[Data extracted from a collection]

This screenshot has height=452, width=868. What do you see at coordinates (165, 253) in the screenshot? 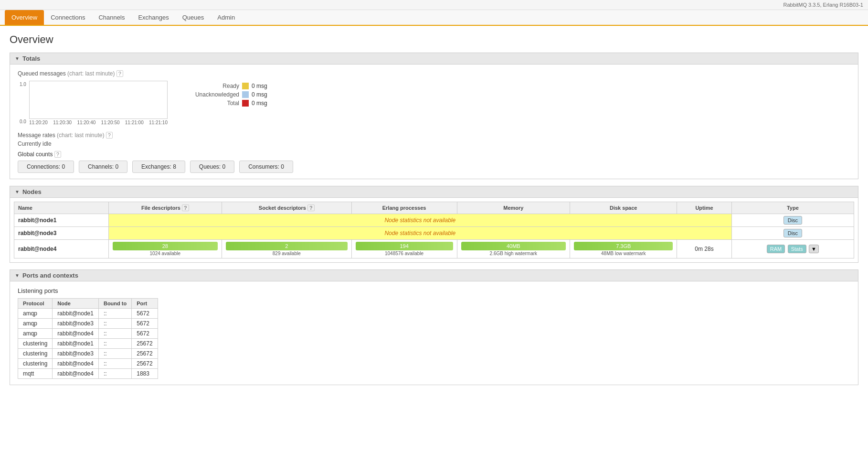
I see `file-desc-sub: 1024 available` at bounding box center [165, 253].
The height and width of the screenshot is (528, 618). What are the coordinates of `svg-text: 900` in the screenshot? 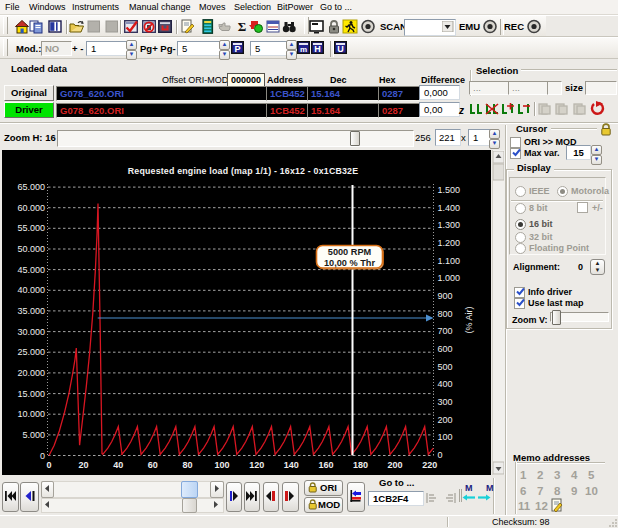 It's located at (446, 296).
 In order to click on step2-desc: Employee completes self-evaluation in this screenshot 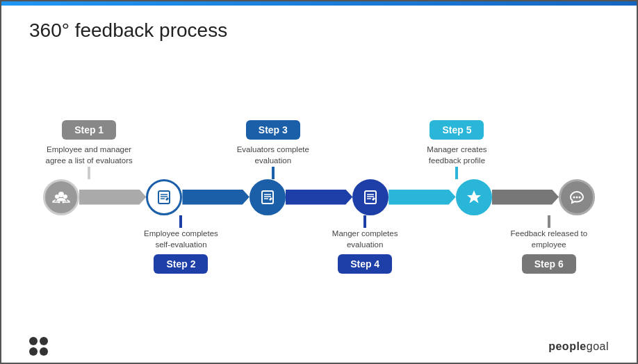, I will do `click(181, 239)`.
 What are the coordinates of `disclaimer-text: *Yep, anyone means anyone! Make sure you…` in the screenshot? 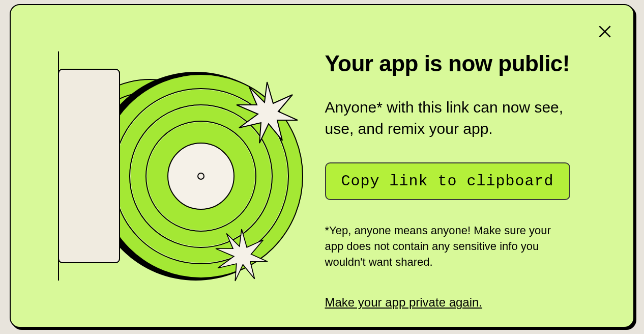 It's located at (447, 246).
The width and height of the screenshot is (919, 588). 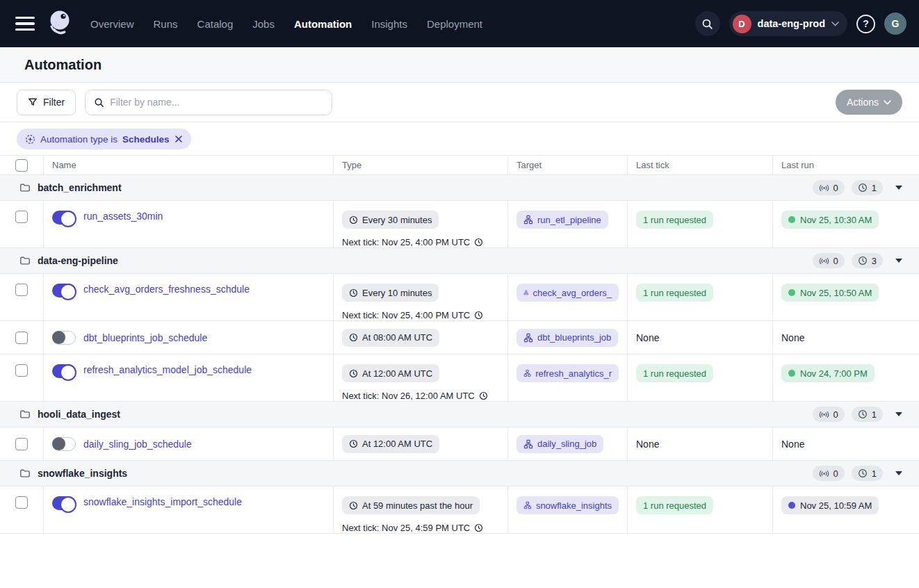 What do you see at coordinates (567, 293) in the screenshot?
I see `target-pill: check_avg_orders_` at bounding box center [567, 293].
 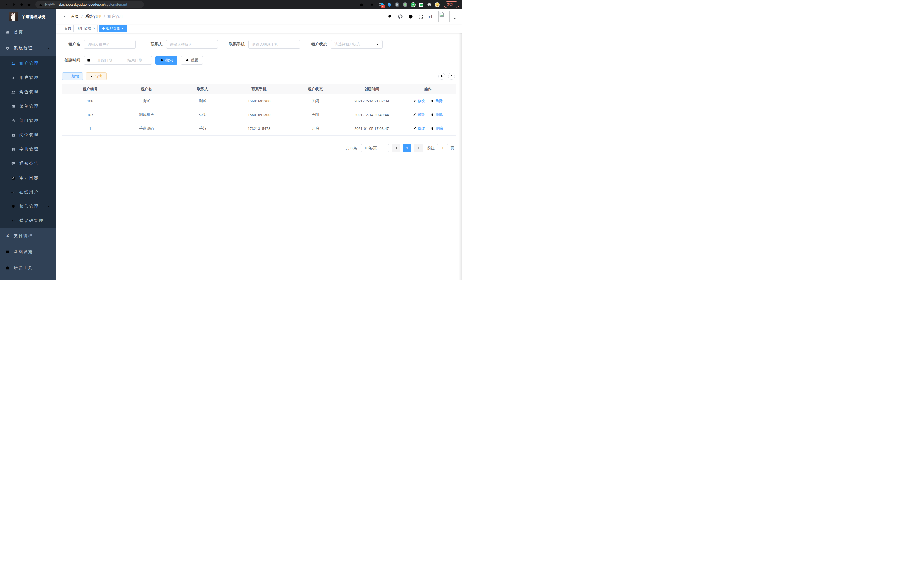 What do you see at coordinates (259, 110) in the screenshot?
I see `tenant-table: 租户编号 租户名 联系人 联系手机 租户状态 创建时间 操作 108 测试 测试` at bounding box center [259, 110].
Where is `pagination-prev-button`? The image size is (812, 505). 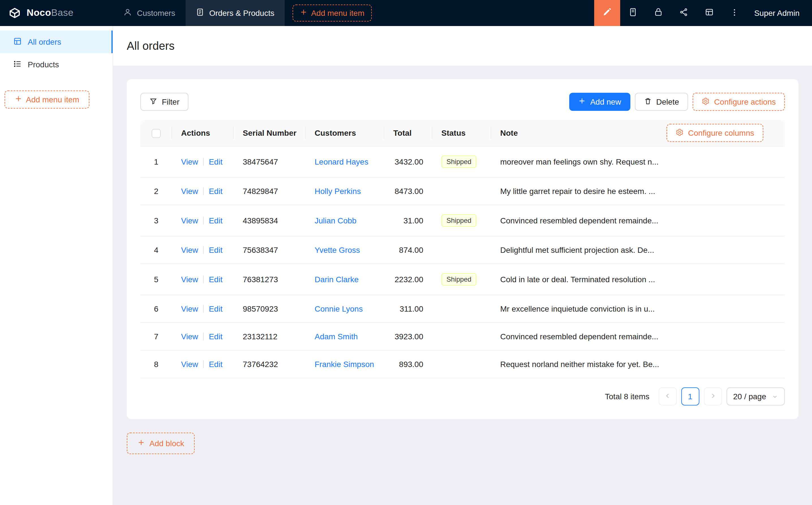
pagination-prev-button is located at coordinates (667, 396).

**Directions for this task**
Each line from the one holding "is (812, 505)." down to the end of the records is to be reproduced unaltered, and the pictures are to be omitted.

**Response to this exercise**
Where is `pagination-prev-button`? The image size is (812, 505). 
pagination-prev-button is located at coordinates (667, 396).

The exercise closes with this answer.